Some of the most memorable elements on display are preserved people from the bronze age, who were buried in oak coffins in Borum Eshøj near Aarhus; the world’s best preserved bog body, Graubelle Man; and weapons and other artefacts from the iron age.

The museum’s ethnographic exhibition, The Lives of the Dead, illustrates how people from around the world remember their deceased relatives – whether through Danish heirlooms, reburials in Uganda or Christmas celebrations among indigenous people in Australia.
 
Its latest temporary exhibition, The First Emperor: China’s Terracotta Army, depicts the story of how China’s first emperor united the Chinese empire and began constructing the Great Wall of China more than 2,000 years ago.
 
Among the items on display at the temporary exhibition, which opened at the beginning of April, are a selection of terracotta figures, including warriors, government officials and a horse, and 120 objects from the emperor’s tomb and the Qin and Han dynasties.

What makes the museum’s exhibitions stand out?
 
Jan Skamby Madsen: They look behind the objects to connect with the people who made them and tell the story about living in prehistoric times. We have the presentation of the objects, but the stories behind them are important to us. The exhibitions are all products of this way of thinking.
 
We have reconstructions of humans from the past. Natural science can tell us so much about how people lived, so the museum has been doing research on our skeletal material too. We tell the story about how life was lived. Visitors meet people from the past in the exhibitions, which conjure up the atmosphere of being there.

How did The Lives of the Dead exhibition come about?

It is important when focusing on people from the past to create a space where visitors can identify with them in the present. If you can identify aspects of emotion, that’s important for people today.

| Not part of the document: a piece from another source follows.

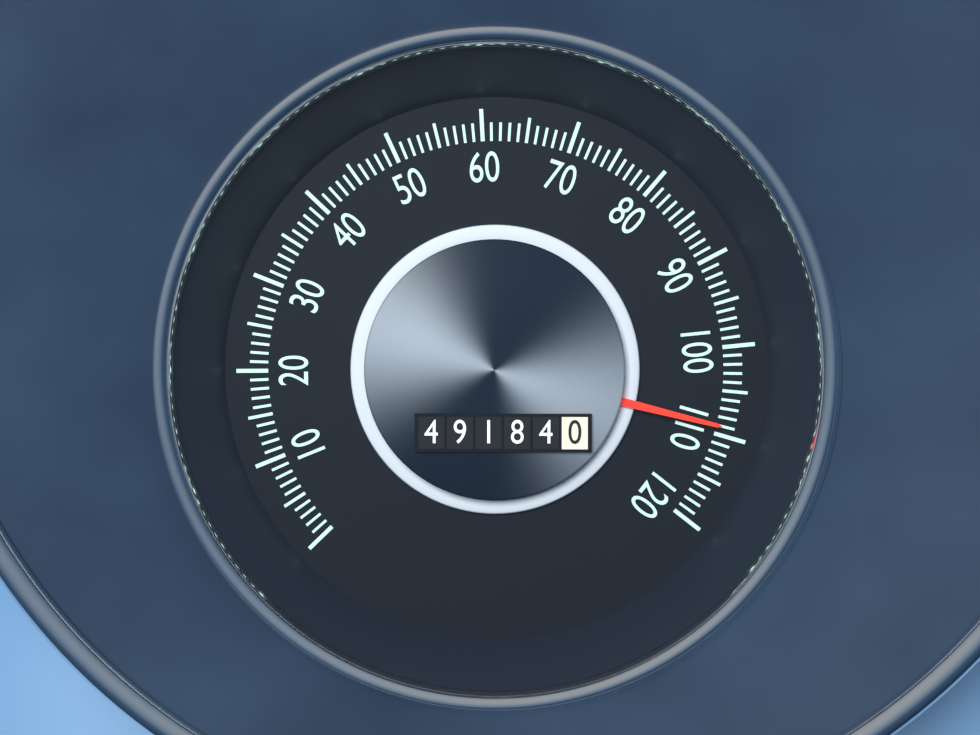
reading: 109 (no unit)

In what way does the museum’s design break new ground?
 
It’s rare for a cultural history museum to be created from scratch. Such museums are often obliged to make use of old buildings, but they don’t [facilitate] the exhibitions required. It was our desire to present our common history in an innovative way, which has provided the defining framework of reference.
 
We asked for big exhibition rooms with high ceilings so we could blow up some of the stories from the past. We built a complete mount from the bronze age so you can walk inside and see the graves, and we have the fortification of the Viking city in Aarhus. Visitors walk through a variety of exhibition landscapes; there is so much atmosphere and so many stories in the room that you can understand the history behind the objects in another way.

In what ways are the exhibitions interactive?

There are “expert screens” throughout the exhibitions, which allow visitors to interact with researchers. In around 205 AD there was a big battle. The enemy came from the eastern coast of Jutland and  a 1,000-strong army had to be mobilised in Denmark.

We have all the weapons, which the  enemy sacrificed in a lake. Overall, the museum has 15,000 beautiful weapons and objects from the army. Normally we would have exhibited them in a traditional way. Now, we have  displays across five rooms.

Visitors can experience what it was like when the enemy came to the coast and what it felt like to be in the houses when they were outside stealing cattle. They can experience how it was the day before the battle.

In an interactive way they can lay down the commander’s strategy for the battle. After that they are in the battle, with one army on their left and another on their right. This has all been recreated using animation and surround sound.  

Project data

Cost: 393m Danish kroner (£38m)
Architect: Henning Larsen Architects
Exhibition concept: Moesgaard Museum
Exhibition design: Moesgaard Museum’s exhibition studio
Landscape architect: Kirstine Jensen, DK Aarhus
Lighting design: Nikolaj Birkelund, DK Copenhagen; Henrik Vierø, DK Aarhus
Interactives: Moesgaard Museum; Art+Com, Berlin
Animation: M2Film, DK Aarhus; MarkFilm, DK Viborg



Leave a comment

You must be to post a comment.

Discover

Advertisement
Join the Museums Association today to read this article

Over 12,000 museum professionals have already become members. Join to gain access to exclusive articles, free entry to museums and access to our members events.